Robert A. Seiple

Robert A. Seiple (born December 6, 1942) is an American non-profit executive, and former military officer, university administrator, and diplomat. He served as the athletic director at Brown University from 1975 to 1979. He was president of Eastern College—now known as Eastern University— in St. Davids, Pennsylvania and Eastern Baptist Theological Seminary—now known as Palmer Theological Seminary— in King of Prussia, Pennsylvania from 1983 to 1987. In December 1986 he was named president of World Vision International,[1] serving from 1987 to 1998.[2] Seiple served as the first United States Ambassador-at-Large for International Religious Freedom from 1999 to 2001. He was succeeded by John Hanford.

Robert A. Seiple
Biographical details
Born (1942-12-06) December 6, 1942
Harmony, New Jersey
Administrative career (AD unless noted)
1975–1979Brown
United States Ambassador-at-Large for International Religious Freedom
In office
1999–2001
PresidentBill Clinton
Preceded byJohn Hanford

Early life

Seiple joined the United States Marine Corps as an officer. He flew combat missions as a pilot in Vietnam during the Vietnam War.

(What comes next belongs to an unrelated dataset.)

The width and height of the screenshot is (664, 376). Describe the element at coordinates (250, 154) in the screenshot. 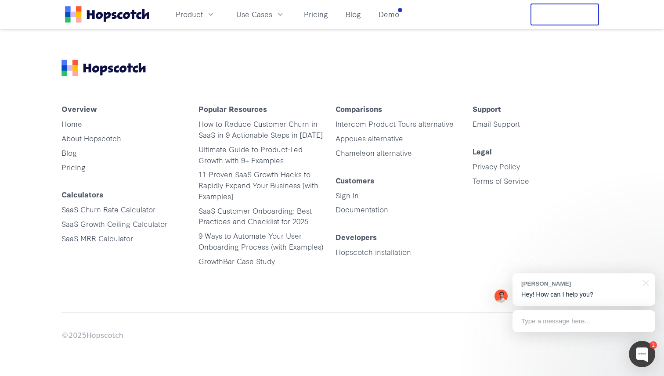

gollark: It doesn't help your argument, or help people more accurately think about the actions, or whatever.
gollark: I am talking meta-level here; I'm not saying "culling is unhelpful" but "it doesn't actually help anything to try and shove things into the culling box".
gollark: It might not be *technically wrong* by a strict definition to say that trying to improve health standards and whatever to reduce population growth is culling, but it's not... helpful? As in, it doesn't really matter whether the relevant actions fit into [bad and emotionally charged category], but whether they're actually bad.
gollark: "Culling" is generally meant to mean something more like actively going out and killing people.
gollark: It probably comes out net-positive, if they vaccinated a lot of people and didn't have too many issues.

References

  1. Chandler, Russell (December 13, 1986). "New World Vision President Named: Robert A. Seiple, 44, Will Replace Ted W. Engstrom, 70". Los Angeles Times. Retrieved April 9, 2016.
  2. "De-Seiple-ing World Vision". Christianity Today. June 15, 1998. Retrieved July 17, 2018.